Your strongest differentiator — "Jeeva does the work, traditional tools just track it" — is buried where buyers have already left.
“Agentic AI For Anyone Who Sells”
Rewrite the headline to name either the workflow outcome (from prospect to pipeline, fully automated) or the buyer type (service-industry sales teams). The vertical specificity you buried in the body is your actual wedge — move it up.
Get the ship-ready rewrite →The body of your page commits hard to a vertical wedge — real estate, financial services, staffing, legal — and the last line even calls out that traditional tools track tasks while Jeeva does them. But your headline opens with the...
Not five scoring areas. Five questions, asked in sequence. The page is judged on how many it answers before the visitor gives up.
The page claims to be purpose-built for service industries — real estate, financial services, staffing, healthcare, legal — but every word of the copy is generic sales automation language that Apollo.io, Outreach, and ZoomInfo use without modification.
▸ Read the full takeCollapse"Find ICP-matched prospects," "enrich every lead," "automate outreach" — none of this tells a healthcare revenue team or a commercial real estate broker that Jeeva understands their specific workflow, their compliance constraints, their deal cycle, or the reason generic outbound tools have failed them before. The industry tabs exist as visual furniture, not as actual positioning. The move is to pick one vertical, build the hero around the specific failure mode that vertical knows intimately, and let the other verticals live on dedicated pages — because a page that claims to serve nine industries converts none of them as well as a page that speaks directly to one.

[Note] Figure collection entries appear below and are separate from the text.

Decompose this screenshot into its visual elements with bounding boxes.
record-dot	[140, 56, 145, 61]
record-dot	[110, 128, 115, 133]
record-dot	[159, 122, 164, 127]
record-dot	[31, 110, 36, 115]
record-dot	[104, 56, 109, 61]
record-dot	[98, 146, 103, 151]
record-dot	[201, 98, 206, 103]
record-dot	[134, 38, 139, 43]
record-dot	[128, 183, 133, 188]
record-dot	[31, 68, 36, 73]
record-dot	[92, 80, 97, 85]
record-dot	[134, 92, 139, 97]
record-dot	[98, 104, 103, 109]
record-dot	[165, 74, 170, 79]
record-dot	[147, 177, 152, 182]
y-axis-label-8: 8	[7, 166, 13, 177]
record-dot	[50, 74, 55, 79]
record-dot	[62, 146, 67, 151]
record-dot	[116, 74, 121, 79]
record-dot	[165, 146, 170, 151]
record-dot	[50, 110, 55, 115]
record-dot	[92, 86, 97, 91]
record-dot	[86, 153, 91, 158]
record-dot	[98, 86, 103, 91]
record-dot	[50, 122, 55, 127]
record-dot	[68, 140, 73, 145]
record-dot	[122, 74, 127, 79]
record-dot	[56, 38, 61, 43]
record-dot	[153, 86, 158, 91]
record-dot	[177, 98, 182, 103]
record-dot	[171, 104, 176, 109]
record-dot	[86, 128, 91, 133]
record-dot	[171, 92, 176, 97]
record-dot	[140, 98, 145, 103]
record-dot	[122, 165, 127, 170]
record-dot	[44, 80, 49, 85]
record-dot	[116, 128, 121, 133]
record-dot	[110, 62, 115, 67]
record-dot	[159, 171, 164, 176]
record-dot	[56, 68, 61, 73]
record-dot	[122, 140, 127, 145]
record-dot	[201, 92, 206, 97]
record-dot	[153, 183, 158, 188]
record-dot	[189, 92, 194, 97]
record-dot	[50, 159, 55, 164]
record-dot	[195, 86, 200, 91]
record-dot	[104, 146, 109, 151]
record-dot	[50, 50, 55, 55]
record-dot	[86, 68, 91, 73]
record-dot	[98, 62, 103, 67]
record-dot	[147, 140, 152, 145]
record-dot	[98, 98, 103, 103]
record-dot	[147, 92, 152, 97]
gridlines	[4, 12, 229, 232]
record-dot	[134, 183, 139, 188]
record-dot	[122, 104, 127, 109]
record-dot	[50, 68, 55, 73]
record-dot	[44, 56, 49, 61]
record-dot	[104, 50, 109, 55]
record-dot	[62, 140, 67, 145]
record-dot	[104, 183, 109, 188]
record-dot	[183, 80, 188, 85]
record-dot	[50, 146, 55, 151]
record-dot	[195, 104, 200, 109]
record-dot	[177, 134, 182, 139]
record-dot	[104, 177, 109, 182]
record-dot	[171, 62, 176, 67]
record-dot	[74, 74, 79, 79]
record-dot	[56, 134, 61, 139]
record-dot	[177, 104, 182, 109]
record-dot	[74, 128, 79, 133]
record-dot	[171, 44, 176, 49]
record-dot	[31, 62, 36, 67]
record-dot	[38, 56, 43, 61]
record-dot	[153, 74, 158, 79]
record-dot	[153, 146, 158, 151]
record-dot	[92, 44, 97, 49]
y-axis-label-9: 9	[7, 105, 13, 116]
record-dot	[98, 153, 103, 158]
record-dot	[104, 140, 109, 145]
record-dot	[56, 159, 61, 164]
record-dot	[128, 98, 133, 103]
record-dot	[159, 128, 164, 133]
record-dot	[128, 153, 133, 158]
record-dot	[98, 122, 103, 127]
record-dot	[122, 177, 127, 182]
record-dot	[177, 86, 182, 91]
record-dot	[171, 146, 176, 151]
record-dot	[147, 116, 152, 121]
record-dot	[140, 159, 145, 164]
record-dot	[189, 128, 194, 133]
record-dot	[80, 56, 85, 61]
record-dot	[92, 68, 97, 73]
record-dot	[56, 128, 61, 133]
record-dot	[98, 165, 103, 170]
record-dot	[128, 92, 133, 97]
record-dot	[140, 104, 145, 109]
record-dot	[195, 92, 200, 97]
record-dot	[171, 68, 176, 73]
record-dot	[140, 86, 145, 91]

The page's single strongest differentiator — "Traditional tools track tasks, Jeeva does them" — is buried at the bottom of the body copy, after a feature list that reads identically to the competitors it's trying to separate from.
▸ Read the full takeCollapseThat line is the only sentence on the page that names a real category shift: the difference between software that records what a rep did and software that does the work itself. Every competitor is still selling the former; Jeeva is claiming the latter. That claim belongs in the hero, not as a closing footnote after the user has already pattern-matched Jeeva to Apollo and moved on. Move that line — or a sharpened version of it — to the headline position, and rebuild the subheadline and feature sections to demonstrate it rather than list capabilities.
The proof on the page is structurally weak in the place it matters most.
▸ Read the full takeCollapse“Position: mid-page (pricing / features). Status: destination server returned an error. URL reached: n/a.”
“Agentic AI For Anyone Who Sells”
“Your domain: 1.1K monthly organic visits, 169 ranking keywords. zoominfo.com: 8.6M monthly organic visits, 1773563 ranking keywords.”
Every finding named, quoted, and paired with the rewrite — that’s how Lytms reads a page. Run it on your own site to see all of yours, free.
Hero value, conversion-killing sentences, cliché density, awareness fit, buyer-language gap, competitive differentiation.
Call-to-action clarity, visual weight, offer strength, form friction, CTA-to-page match.
A live feed of what the category is moving toward, with a drafted response for the moves worth responding to.
Pick one competitor on Pro. Same scoring this page is held to. Same-day alert when they ship a homepage change.
Mine reviews, transcripts, support, social. Ranked, attributed, matched against the homepage.
Accept, edit, ship. An action queue tied to a CMS or copied straight to clipboard.
Lytms reads any B2B homepage the same way — verdict, five scores, every line that costs the visit. Free to run. Full report and drafted rewrites on Pro.
"6x increase in replies" and "150% increase in lead generation" appear without a named customer, a named role, or a named context — they read as marketing assertions, not evidence. The one named quote ("Nothing short of miraculous" — Daniel Correa, JLL) is strong, but it's buried in a scrolling carousel. Meanwhile, the stat that should anchor the entire page — "40%+ of all meetings sourced through automated outbound" — has no attribution either. Buyers in 2024 have seen enough unattributed percentage claims to discount them on sight. Attach the 40% figure to a named customer and a named role, pull Correa's quote above the fold next to the hero CTA, and replace the anonymous metrics with two or three named customer outcomes. Named proof converts; logo soup and floating percentages do not.
The page offers two CTAs — "Get a Demo" and "Start for Free" — side by side, which sounds like optionality but functions as ambiguity.
▸ Read the full takeCollapseA sales leader at a 50-person staffing firm who came from a Google search is not the same buyer as a solo SDR who found Jeeva on a Reddit thread, and the page makes no attempt to route them differently. The demo path implies a sales conversation, a longer cycle, and an enterprise-scale commitment; the free path implies self-serve, immediate value, and low friction. Presenting them as equals forces the buyer to self-sort without any guidance, and the buyer who isn't sure which path fits them will choose neither. Separate the paths by buyer type — put the self-serve CTA with a concrete time-to-value promise ("Build your first prospect list in 10 minutes") for the individual rep, and position the demo CTA explicitly for team leads evaluating at scale — so each buyer sees a path that fits them rather than a choice that stalls them.